However, taking a bullhorn, guitarist Tom Morello told the crowd, “Now I suspect that some of the police might even be fans of Rage Against the Machine. I suspect that some of the police come from working class and middle class backgrounds like we do and like you do. I suspect that the cops here today have much more in common with this band, with you people, than the people at the RNC. So, before this week is over, they may turn their batons and their tear gas and their rubber bullets against us, but it’s my hope that they realize that we all have something in common, and one day very soon they turn those batons and tear gas and rubber bullets against those jackasses over at the RNC.”

The cops claimed that Rage Against the Machine couldn’t play because they weren’t on the original permit (they were making a surprise appearance). It’s clear that their real reason was their fear that the band’s radical political message would fire up demonstrators against the Republicans, as happened during the DNC in Denver the previous week when members of Rage and Iraq Veterans Against the War led a march of 7,000+ to the Pepsi Center to demand an immediate withdrawal from Iraq. As lead singer Zach de la Rocha told the crowd, “Are they afraid of us? No – they’re not afraid of four musicians. They’re afraid of you!”

When they were denied the right to play plugged in, Rage instead led an a capella sing-along of “Bulls on Parade” (see footage at: http://www.youtube.com/watch?v=CYwzW2QFnwo). Rage then helped lead a march of several thousand, mainly youth, that joined up with the Poor People’s March for Economic and Human Rights and went to the Xcel Center. After the march, those who hung around downtown St. Paul were dispersed by flash grenades and tear gas from riot police who gave little warning before unloading on demonstrators.

Activists charged as “terrorists”
The police repression began even before the demonstrations did, as police and FBI agents raided several homes in the Twin Cities, including using a battering ram to enter an activist convergence space where people were quietly watching a movie and eating dinner. The FBI’s Joint Terrorism Task Force had sought in the year before the RNC to recruit informants to infiltrate various protest groups.

Police repression was particularly focused against the anarchist-led RNC Welcoming Committee, which was seen as the hub of the tactic of blockades attempting to shut down the convention.
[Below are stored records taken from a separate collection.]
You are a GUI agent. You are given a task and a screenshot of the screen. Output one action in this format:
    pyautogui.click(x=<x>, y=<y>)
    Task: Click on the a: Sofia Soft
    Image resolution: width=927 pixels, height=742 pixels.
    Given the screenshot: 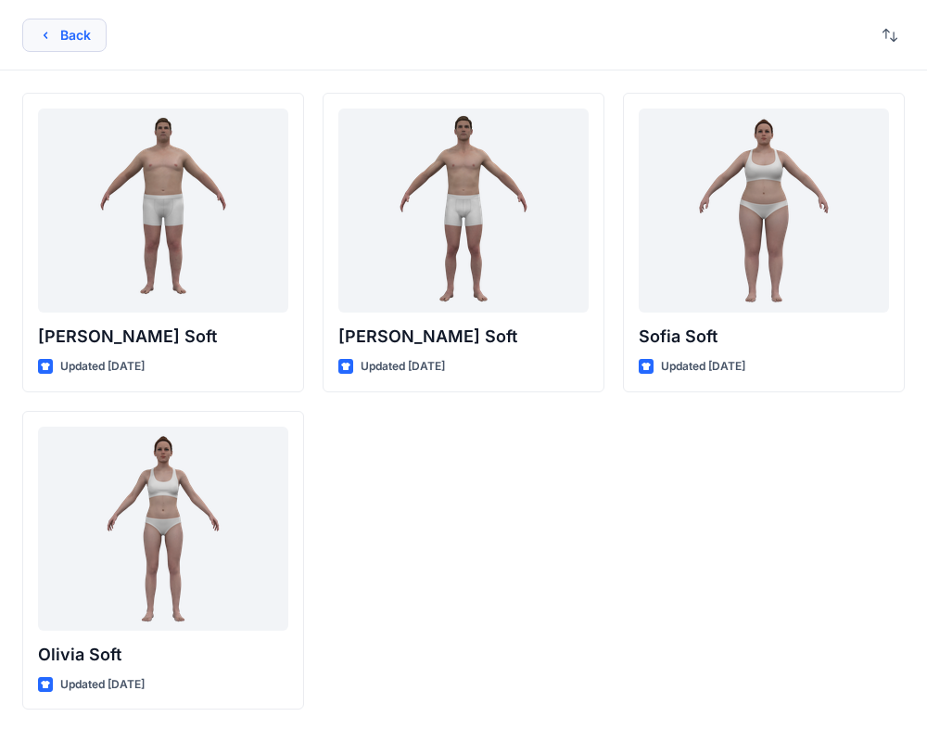 What is the action you would take?
    pyautogui.click(x=764, y=210)
    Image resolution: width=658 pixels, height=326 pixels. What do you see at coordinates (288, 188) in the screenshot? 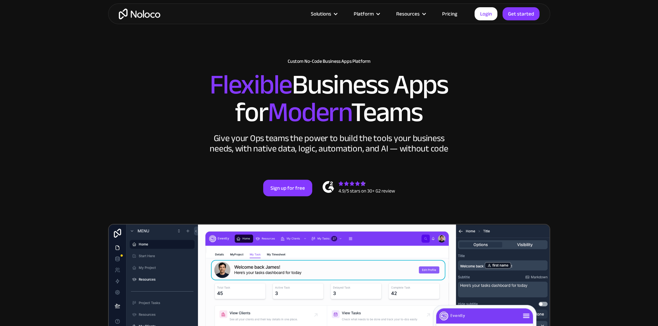
I see `a: Sign up for free` at bounding box center [288, 188].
Perhaps most disturbingly, the police are now charging eight leaders of the Welcoming Committee, arrested in the pre-convention raids, with “Conspiracy to Riot in Furtherance of Terrorism.” These trumped-up charges are based on testimony from paid FBI and police informants who infiltrated various protest groups, a notoriously unreliable source of information.
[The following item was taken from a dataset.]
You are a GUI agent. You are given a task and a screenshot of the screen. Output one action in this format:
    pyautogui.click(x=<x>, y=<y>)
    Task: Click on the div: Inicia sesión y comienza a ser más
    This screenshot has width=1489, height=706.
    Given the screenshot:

The “RNC 8” are the first people to be charged under the Minnesota version of the Patriot Act, passed in 2002, showing how the so-called anti-terror laws passed with the support of both the Democrats and Republicans will be used to target activists. As Bruce Nestor, president of the Minnesota National Lawyers Guild, writes, “These charges wrongly turn stated public plans to blockade traffic and disrupt the RNC into acts of terrorism. The charges represent an abuse of the criminal justice system and seek to intimidate any person organizing large-scale public demonstrations potentially involving civil disobedience. It is likely that the expressed ‘anarchist’ political views of the defendants will be a major issue in any future legal proceedings. The last time such charges were brought in Minnesota was in 1918, against labor union organizers charged with “criminal syndicalism.”

This massive display of police force revealed the true nature of the state under capitalism. The primary function of the police (and National Guard, who were also deployed against demonstrators) was revealed. Rather than protecting ordinary people, their primary role is to serve as “special armed bodies of men” to defend the power and privilege of a tiny, super-rich corporate and political elite. In this case, their role was to protect a party whose leading representatives have headed one of the most criminal administrations in U.S. history.

While much of this expansion of police and state power has occurred since 9/11, under the guise of the “war on terrorism,” it in fact has more to do with suppressing any left-wing challenge to the political establishment. In particular, the U.S. government wants to avoid a repeat of its humiliation during the World Trade Organization protests in Seattle in 1999, when tens of thousands of demonstrators prevented this undemocratic corporate cabal from meeting for a day, helping to spark an international movement against corporate globalization.

It is clear that the U.S. government uses these big political conventions as a means to beef up the armed forces of the state to protect corporate rule in this country. This is in anticipation of any social movements that may be on the horizon, given the mass anger that is building up in U.S. society at the wars in Iraq and Afghanistan, the growing polarization of wealth between the super-rich and the working class majority, etc.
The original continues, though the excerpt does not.